As I outlined in my previous posts, they really can't. The current video game market basically has the niches of Indie (1-10 USD), Premium Indie (10-30 USD), Niche A-AA games (30-40 USD) and triple AAA (60 USD). The niche games that costs 30mn USD are already cornered by publishers like Paradox and Deep Silver and these are still insanely risky projects. If you put 30mn USD into a game with a 30 USD price tag you need to move somewhere in the region of 1,5-2 million copies to break even. For comparison, Paradox grand strategy games are projected to sell about 1 million units each. So these are still risky investment at that price point. 15mn USD (if we assume a game sold more then zero) might not be a massive dent in EA's coffers, but the developer is still in dire straits if they keep making losses.
KingsGambit said:
Chasing trends, gambling with studios existence and their employees jobs, employee well-being with crunch-culture, it's an awful business model and not sustainable. The PS2 is the best-console-of-all-time because it had such a huge library of varied games, unrivalled by any platform before or since, the majority of which were from the AA space.
Yeah, but the AA space no longer exists since the market (that's slang for "we who buy games") was massively in favor of AAA games over AA games when they hit the same price point. Back then moving a few hundred thousand units could get you return on investment because the development costs for AA games ranged in the low millions while the price point is the same as today. But when development costs balloon and price points don't move and AA games aren't getting the same increase in sales as AAA games get from the influx of people buying games, AA games are not looking so peachy as investments.
One can argue over whether the focus on big budget, high risk projects is sustainable, but so far the major developers seem to have it down pretty good (not counting Activision as of late), with both EA and Ubisoft managing several high profile annual releases that are expensive to make but also see good return on investment.

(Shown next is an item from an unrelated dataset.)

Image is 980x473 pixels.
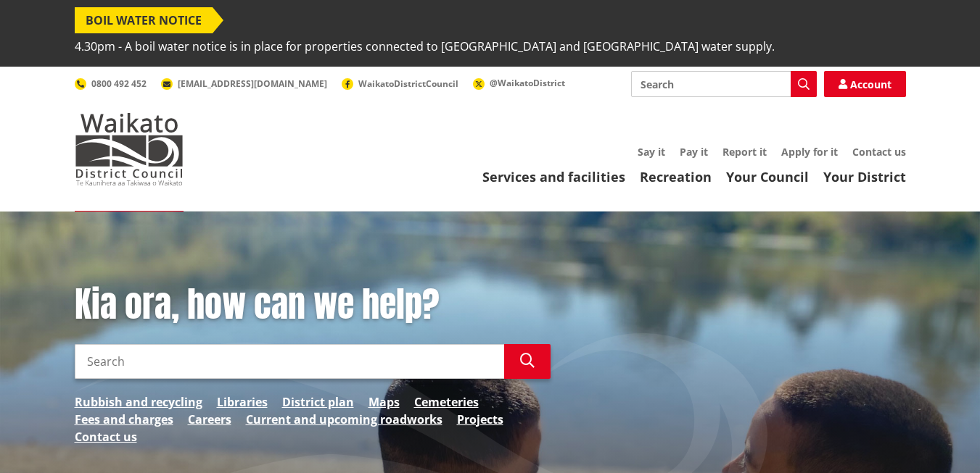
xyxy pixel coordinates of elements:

It should be remembered that when Battlefront 2 and Battlefield V "under performed" they were still making profit for EA and games that we gamers consider failures, like DA:I and Destiny 1, were also profitable if not immensely so.
Finally, keep in mind that crunch time has nothing to do with the business model of high risk/high reward investments, but is an industry wide problem related to generally poor working conditions for game developers, irregardless of the size of the studio or publisher.